Noises in the Attic
Who owns the world?
I recently discovered David Harvey’s Anti-Capitalist Chronicles, in particular I was very taken by the talk Capital in the Attic which discusses a useful metaphor for how life is conducted in the modern world:
- We have day to day life where people live their lives. The basement.
- We have the market that lets us get the things we all need to survive. The house.
- There are a small number of people who are able to move the market around without having to follow its rules. The attic.
Most of us live in the first two zones. It’s a metaphor, and of course life is far more complex.
But when you look at the actions of the billionaire class, moving money around, using their wealth and social leverage to buy up foreclosed properties and establish monopolies, buying up nearly all of the telecoms infrastructure in Mexico etc. etc. none of this stuff is illegal, but it’s also not the something that happens in the market or the day to day world.
Their social and political clout means they can move things around in the attic, usually so that money streams from ordinary people like you and me end up pouring into their pockets. Given the neoliberal break up of the commons and the drive to privatise everything they have plenty of opportunity and it’s easy for them to get their hands on the vast sums of money they need to buy things up, even at discounted prices you’re often talking billions.
So we need to be aware of this, it’s not a conspiracy to acknowledge that the billionaire class can use their social weight and financial power to rob the rest of us. It just means that when you hear how some new thing is going to make things better you have to think who for?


▶ **Work request**:
The answer must be an exact copy of the lines from the one containing "Image resolution: width=641" through the end of the records, with the pictures left out.

▶ **Given records**:
··········

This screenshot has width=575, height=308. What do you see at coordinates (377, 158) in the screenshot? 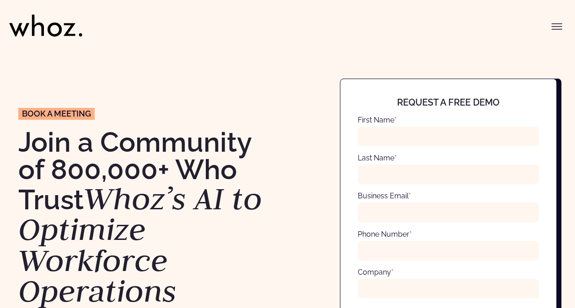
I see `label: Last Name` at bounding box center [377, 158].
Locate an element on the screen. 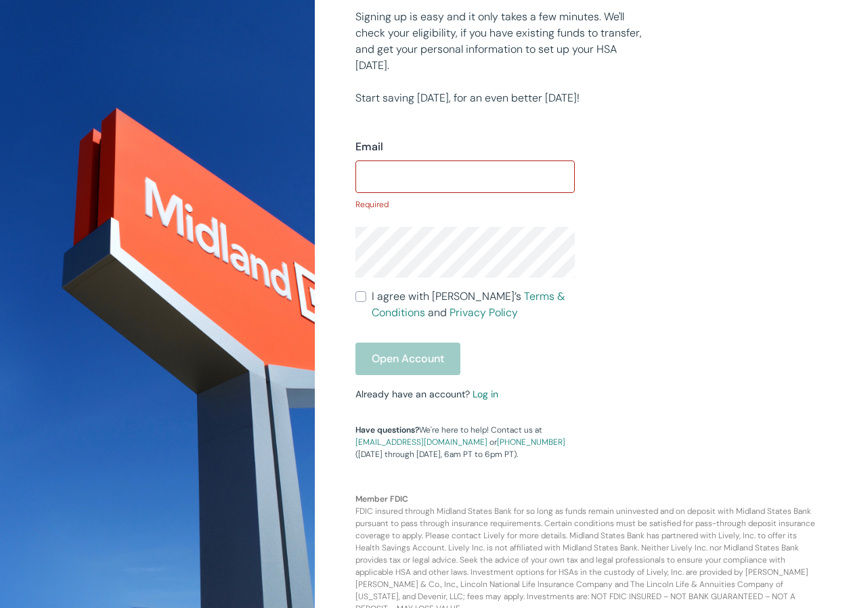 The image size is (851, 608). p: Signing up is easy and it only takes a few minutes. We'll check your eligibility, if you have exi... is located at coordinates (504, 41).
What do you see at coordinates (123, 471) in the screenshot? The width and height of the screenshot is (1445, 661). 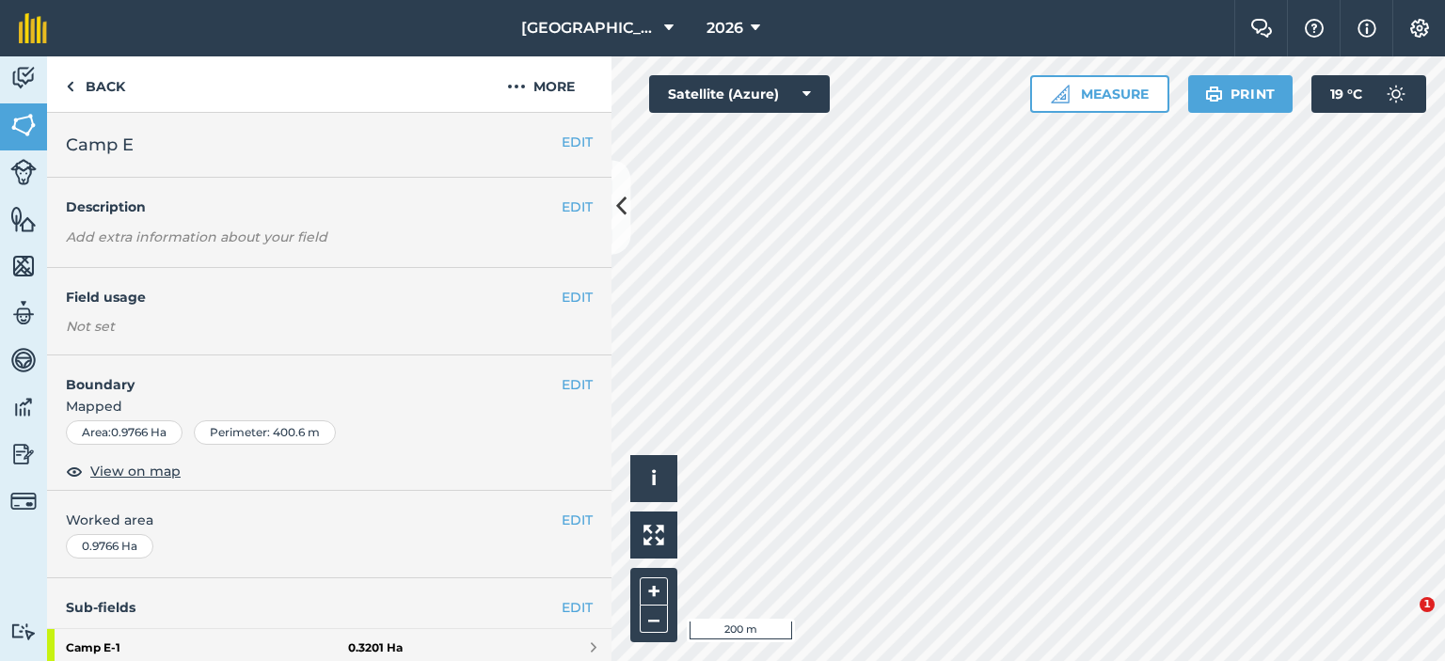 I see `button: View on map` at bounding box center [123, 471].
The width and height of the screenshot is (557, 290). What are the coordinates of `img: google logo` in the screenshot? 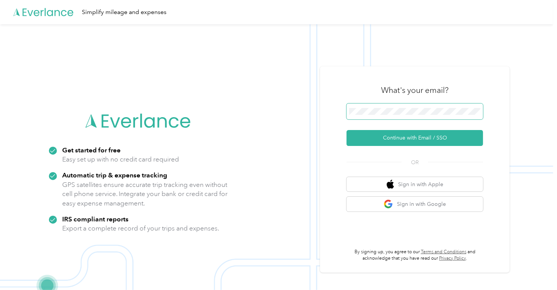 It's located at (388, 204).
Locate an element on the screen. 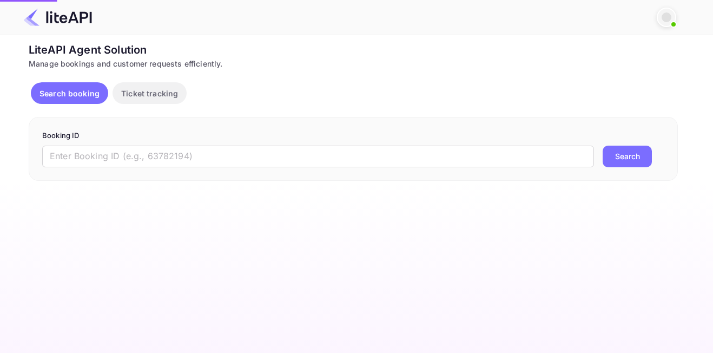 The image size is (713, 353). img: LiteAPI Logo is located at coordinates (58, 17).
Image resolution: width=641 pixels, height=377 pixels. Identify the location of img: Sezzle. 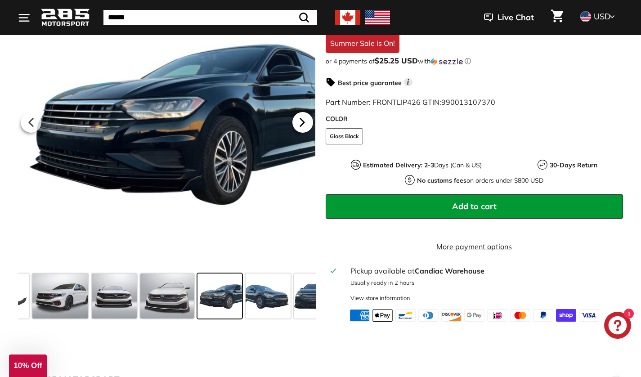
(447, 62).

··········

▶ **Your response**:
Image resolution: width=641 pixels, height=377 pixels. Identify the location of img: Sezzle. 
(447, 62).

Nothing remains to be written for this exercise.